A California retinal specialist argues in a JAMA Ophthalmology viewpoint article that an independent panel of retinal specialists and statisticians should assess the data from clinical trials of Syfovre (pegcetacoplan) because of the lack of a complete FDA scientific analysis of the drug and of peer-reviewed publication.
An independent panel of retinal specialists and statisticians should assess the clinical trial data for Syfovre (pegcetacoplan injection) and provide an unbiased evaluation of the drug in light of the lack of peer-review publication and a complete FDA review, argues Ira Schachar, M.D., M.Sc., the author of an opinion piece published today in JAMA Ophthalmology.
Schachar also suggests that widespread use of Syfovre should wait until there is a complete FDA scientific analysis of the drug or a peer-reviewed publication of the study results. He says the data released by Apellis Pharmaceuticals raises methodological questions and he questions whether “repeated measures and missing data have been appropriately handled.” Schachar, who was an assistant professor at Stanford prior to joining the North Bay group, says in the one-page viewpoint piece that questions about the Syfovre statistics are “particularly important” because of the high dropout rates from two important, phase 3 trials for the drug called OAKS and DERBY.
When the FDA approved Syfovre in February 2023 it was the first FDA-approved treatment for geographic atrophy, one of the two forms of late-stage “dry” age-related macular degeneration. Geographic atrophy is leading cause of blindness. According to the American Academy of Ophthalmology (AAO), worldwide, more than 8 million people are affected by the condition.
Clinicians and professional societies have flagged safety concerns about Syfovre. In July 2023, the American Society of Retinal Specialists’ Research and Safety in Therapeutics committee issued a warning about six cases of retinal vasculitis associated with Syfovre.
Related: Amid Favorable Results, Questions About Syfovre’s Safety | ASRS 2023
In October, Amr Dessouki, M.D., a retinal specialist in Campbell, California, and his colleagues, reported a case series in JAMA Ophthalmology showing that nearly one-third of patients treated with Syfovre developed symptomatic floaters. At the AAO annual meeting in November, a retinal fellow at the Wolfe Eye Clinic in Iowa gave a presentation on five patients who experienced side effects from Syfovre, including a 96-year-old patient who experienced hemorrhagic occlusive vasculitis-type inflammation and was left with no light perception in the treated eye.
In August 2023, Apellis recommended that clinicians discontinue use of a certain type of needle in the Syfovre injections and stopped distributing that type of needle after it discovered “internal structural variations” in that needle. However, the company said a causal relationship had been established between that needle and the “rare events of retinal vasculitis.”

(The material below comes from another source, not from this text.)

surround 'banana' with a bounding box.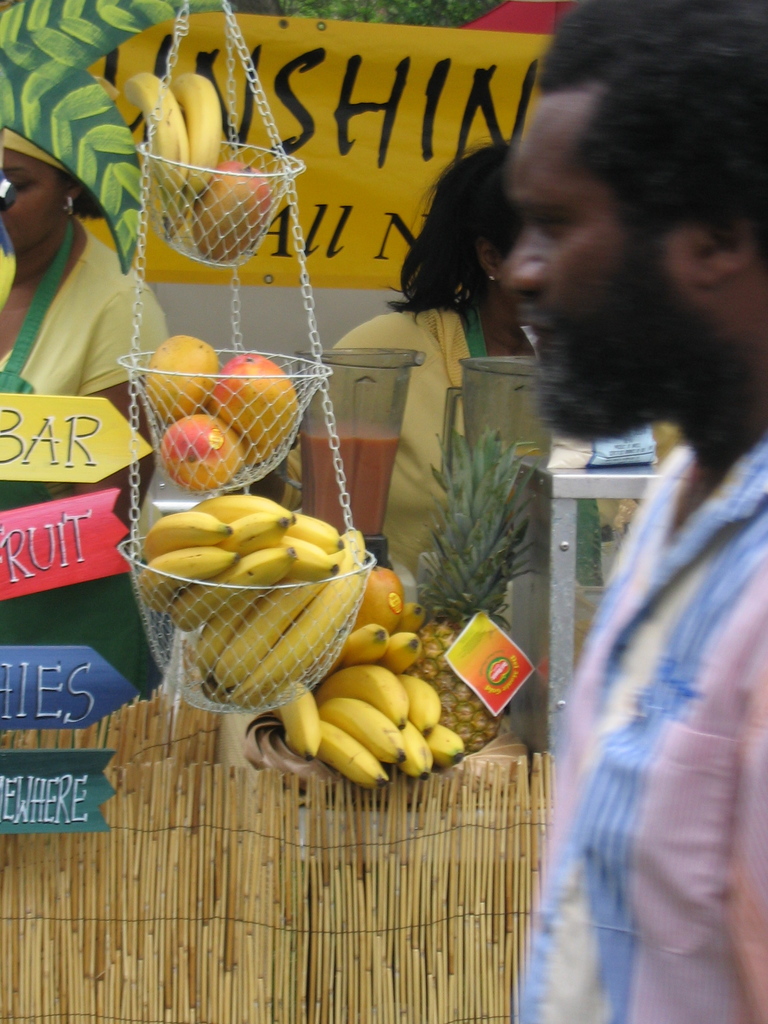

On Oct. 21, 2023, lead author Jeffrey S. Heier, M.D., of Ophthalmic Consultant of Boston, and his colleagues reported positive results from the OAKS and DERBY trials in Lancet and in the conclusion of the abstract they characterized the safety profile as “acceptable.”
Serious ocular treatment-emergent adverse events were reported in five (2%) of the 213 patients randomly assigned to monthly injections, four (2%) of 212 of those assigned to every other month injections, and one (less than 1%) of 211 patients assigned to the sham treatment in the OAKS trial, Heier and his colleagues reported.
In the DERBY trial, the number of serious ocular treatment-emergency adverse was similar: Four (2%) of 206 in the monthly treatment group, two (1%) of 208 in every other month groups, and two (1%) of 206 patients in the sham group, they reported.
The OAKS and DERBY trials were funded by Apellis, and graphic atrophy lesion growth were their primary end points. At 24 months, Syfovre monthly and every other month slowed geographic atrophy lesion growth by 22% and 18% in OAKS trial and by 19% and 16% in DERBY trial, respectively, compared with sham, Heier and his colleagues reported.
However, the choice of that end point has been controversial because it is anatomical measurement not a measurement of vision as experienced by patients. Heier and colleagues reported that there were no differences among the monthly treatment, every-other-month treatment or sham study groups in the OAKS and DERBY trial in key visual function end points at 24 months.